SIGNIFICANT OTHER: Increasingly Significant Issue

Baker, John JMB at STRADLEY.COM
Thu Apr 11 16:42:57 UTC 2002


        as someone else has pointed out, the assumption that legal status is private doesn't always stand up very well.  (i can't help thinking of the scene in the pickwick papers, where the widower proposed to burn his late wife's will on the theory that it was a private matter relating only to him and his son.)  when a couple live together for a significant period of time in a state recognizing common law marriages and hold themselves out as married, the marriage is valid, even if they subsequently move to a state that does not recognize common law marriages.  your friends should consult a lawyer if they live or have lived in one of those states, which according to nolo.com are:

Alabama
Colorado
District of Columbia
Georgia (if created before 1/1/97)
Idaho (if created before 1/1/96)
Iowa
Kansas
Montana
New Hampshire (for inheritance purposes only)
Ohio (if created before 10/10/91)
Oklahoma
Pennsylvania
Rhode Island
South Carolina
Texas
Utah


john baker

> -----Original Message-----

I know an unmarried, heterosexual couple who simply refer to each other as
"my husband" and "my wife." They figure that's their social situation and
their legal status is no one's business but their own.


# [TASK OBJECTIVE]
In the records that follow, count the lines where the string "Andhra" appears, and give the count with nothing added.

# [RECORDS PROVIDED]

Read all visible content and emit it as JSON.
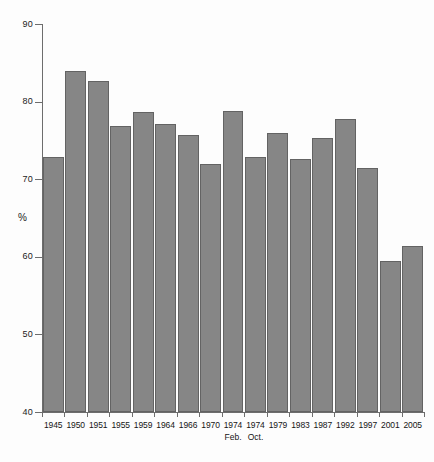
{
  "chart_data": {
    "type": "bar",
    "title": "",
    "subtitle": "",
    "xlabel": "",
    "ylabel": "%",
    "ylim": [
      40,
      90
    ],
    "ytick_values": [
      40,
      50,
      60,
      70,
      80,
      90
    ],
    "ytick_labels": [
      "40",
      "50",
      "60",
      "70",
      "80",
      "90"
    ],
    "grid": false,
    "legend": null,
    "bar_color": "#868686",
    "bar_edge_color": "#636363",
    "axis_color": "#6d6d6d",
    "background_color": "#fdfdfd",
    "categories": [
      "1945",
      "1950",
      "1951",
      "1955",
      "1959",
      "1964",
      "1966",
      "1970",
      "1974",
      "1974",
      "1979",
      "1983",
      "1987",
      "1992",
      "1997",
      "2001",
      "2005"
    ],
    "category_sublabels": [
      "",
      "",
      "",
      "",
      "",
      "",
      "",
      "",
      "Feb.",
      "Oct.",
      "",
      "",
      "",
      "",
      "",
      "",
      ""
    ],
    "values": [
      72.8,
      84.0,
      82.6,
      76.8,
      78.7,
      77.1,
      75.7,
      72.0,
      78.8,
      72.8,
      76.0,
      72.6,
      75.3,
      77.7,
      71.4,
      59.4,
      61.4
    ],
    "series": [
      {
        "name": "Turnout",
        "values": [
          72.8,
          84.0,
          82.6,
          76.8,
          78.7,
          77.1,
          75.7,
          72.0,
          78.8,
          72.8,
          76.0,
          72.6,
          75.3,
          77.7,
          71.4,
          59.4,
          61.4
        ]
      }
    ]
  }
}
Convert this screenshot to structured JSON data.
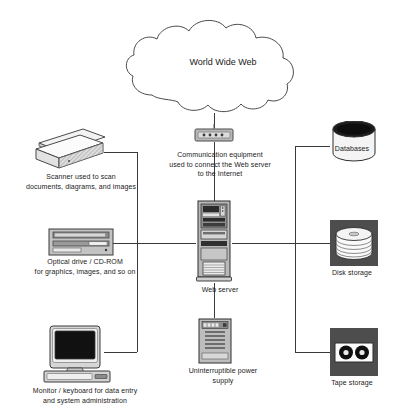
{
  "diagram": {
    "background": "#ffffff",
    "line_color": "#3a3a3a",
    "stroke_color": "#4a4a4a"
  },
  "cloud": {
    "label": "World Wide Web",
    "icon": "cloud-icon"
  },
  "nodes": [
    {
      "id": "communication-equipment",
      "icon": "router-icon",
      "label": "Communication equipment\nused to connect the Web server\nto the Internet",
      "label_left": 152,
      "label_top": 150,
      "label_width": 136
    },
    {
      "id": "scanner",
      "icon": "scanner-icon",
      "label": "Scanner used to scan\ndocuments, diagrams, and images",
      "label_left": 12,
      "label_top": 172,
      "label_width": 138
    },
    {
      "id": "optical-drive",
      "icon": "optical-drive-icon",
      "label": "Optical drive / CD-ROM\nfor graphics, images, and so on",
      "label_left": 16,
      "label_top": 257,
      "label_width": 138
    },
    {
      "id": "workstation",
      "icon": "monitor-keyboard-icon",
      "label": "Monitor / keyboard for data entry\nand system administration",
      "label_left": 14,
      "label_top": 386,
      "label_width": 142
    },
    {
      "id": "web-server",
      "icon": "server-tower-icon",
      "label": "Web server",
      "label_left": 178,
      "label_top": 285,
      "label_width": 84
    },
    {
      "id": "ups",
      "icon": "ups-icon",
      "label": "Uninterruptible power\nsupply",
      "label_left": 176,
      "label_top": 366,
      "label_width": 94
    },
    {
      "id": "databases",
      "icon": "database-cylinder-icon",
      "label": "Databases",
      "label_left": 320,
      "label_top": 144,
      "label_width": 64
    },
    {
      "id": "disk-storage",
      "icon": "disk-platter-stack-icon",
      "label": "Disk storage",
      "label_left": 318,
      "label_top": 268,
      "label_width": 68
    },
    {
      "id": "tape-storage",
      "icon": "tape-cassette-icon",
      "label": "Tape storage",
      "label_left": 318,
      "label_top": 378,
      "label_width": 68
    }
  ]
}
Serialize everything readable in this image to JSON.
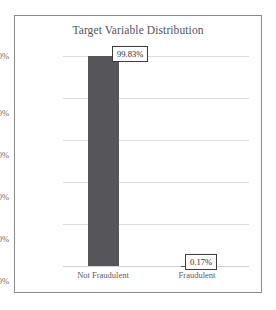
{
  "chart_data": {
    "type": "bar",
    "title": "Target Variable Distribution",
    "xlabel": "",
    "ylabel": "",
    "categories": [
      "Not Fraudulent",
      "Fraudulent"
    ],
    "values": [
      99.83,
      0.17
    ],
    "value_labels": [
      "99.83%",
      "0.17%"
    ],
    "ylim": [
      0,
      100
    ],
    "yticks": [
      0,
      20,
      40,
      60,
      80,
      100
    ],
    "ytick_labels": [
      "0%",
      "20%",
      "40%",
      "60%",
      "80%",
      "100%"
    ],
    "grid": true,
    "legend": false,
    "bar_color": "#56565a",
    "grid_color": "#dededf",
    "title_color": "#54545a",
    "frame_color": "#8b8b8f",
    "label_box_border_color": "#3c3c40"
  }
}
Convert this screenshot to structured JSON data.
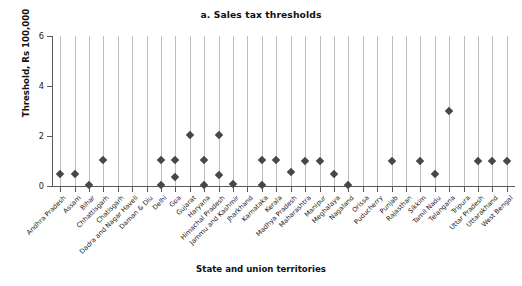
{
  "chart_data": {
    "type": "scatter",
    "title": "a. Sales tax thresholds",
    "xlabel": "State and union territories",
    "ylabel": "Threshold, Rs 100,000",
    "ylim": [
      0,
      6
    ],
    "yticks": [
      0,
      2,
      4,
      6
    ],
    "grid": "vertical",
    "legend": "none",
    "marker": "diamond",
    "marker_color": "#474747",
    "categories": [
      "Andhra Pradesh",
      "Assam",
      "Bihar",
      "Chhattisgarh",
      "Chatisgarh",
      "Dadra and Nagar Haveli",
      "Daman & Diu",
      "Delhi",
      "Goa",
      "Gujarat",
      "Haryana",
      "Himachal Pradesh",
      "Jammu and Kashmir",
      "Jharkhand",
      "Karnataka",
      "Kerala",
      "Madhya Pradesh",
      "Maharashtra",
      "Manipur",
      "Meghalaya",
      "Nagaland",
      "Orissa",
      "Puducherry",
      "Punjab",
      "Rajasthan",
      "Sikkim",
      "Tamil Nadu",
      "Telangana",
      "Tripura",
      "Uttar Pradesh",
      "Uttarakhand",
      "West Bengal"
    ],
    "points": [
      {
        "category": "Andhra Pradesh",
        "values": [
          0.5
        ]
      },
      {
        "category": "Assam",
        "values": [
          0.5
        ]
      },
      {
        "category": "Bihar",
        "values": [
          0.05
        ]
      },
      {
        "category": "Chhattisgarh",
        "values": [
          1.05
        ]
      },
      {
        "category": "Chatisgarh",
        "values": []
      },
      {
        "category": "Dadra and Nagar Haveli",
        "values": []
      },
      {
        "category": "Daman & Diu",
        "values": []
      },
      {
        "category": "Delhi",
        "values": [
          1.05,
          0.05
        ]
      },
      {
        "category": "Goa",
        "values": [
          1.05,
          0.35
        ]
      },
      {
        "category": "Gujarat",
        "values": [
          2.05
        ]
      },
      {
        "category": "Haryana",
        "values": [
          1.05,
          0.05
        ]
      },
      {
        "category": "Himachal Pradesh",
        "values": [
          2.05,
          0.45
        ]
      },
      {
        "category": "Jammu and Kashmir",
        "values": [
          0.1
        ]
      },
      {
        "category": "Jharkhand",
        "values": []
      },
      {
        "category": "Karnataka",
        "values": [
          1.05,
          0.05
        ]
      },
      {
        "category": "Kerala",
        "values": [
          1.05
        ]
      },
      {
        "category": "Madhya Pradesh",
        "values": [
          0.55
        ]
      },
      {
        "category": "Maharashtra",
        "values": [
          1.0
        ]
      },
      {
        "category": "Manipur",
        "values": [
          1.0
        ]
      },
      {
        "category": "Meghalaya",
        "values": [
          0.5
        ]
      },
      {
        "category": "Nagaland",
        "values": [
          0.05
        ]
      },
      {
        "category": "Orissa",
        "values": []
      },
      {
        "category": "Puducherry",
        "values": []
      },
      {
        "category": "Punjab",
        "values": [
          1.0
        ]
      },
      {
        "category": "Rajasthan",
        "values": []
      },
      {
        "category": "Sikkim",
        "values": [
          1.0
        ]
      },
      {
        "category": "Tamil Nadu",
        "values": [
          0.5
        ]
      },
      {
        "category": "Telangana",
        "values": [
          3.0
        ]
      },
      {
        "category": "Tripura",
        "values": []
      },
      {
        "category": "Uttar Pradesh",
        "values": [
          1.0
        ]
      },
      {
        "category": "Uttarakhand",
        "values": [
          1.0
        ]
      },
      {
        "category": "West Bengal",
        "values": [
          1.0
        ]
      }
    ]
  }
}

# [OUTPUT OF THE EXERCISE]
2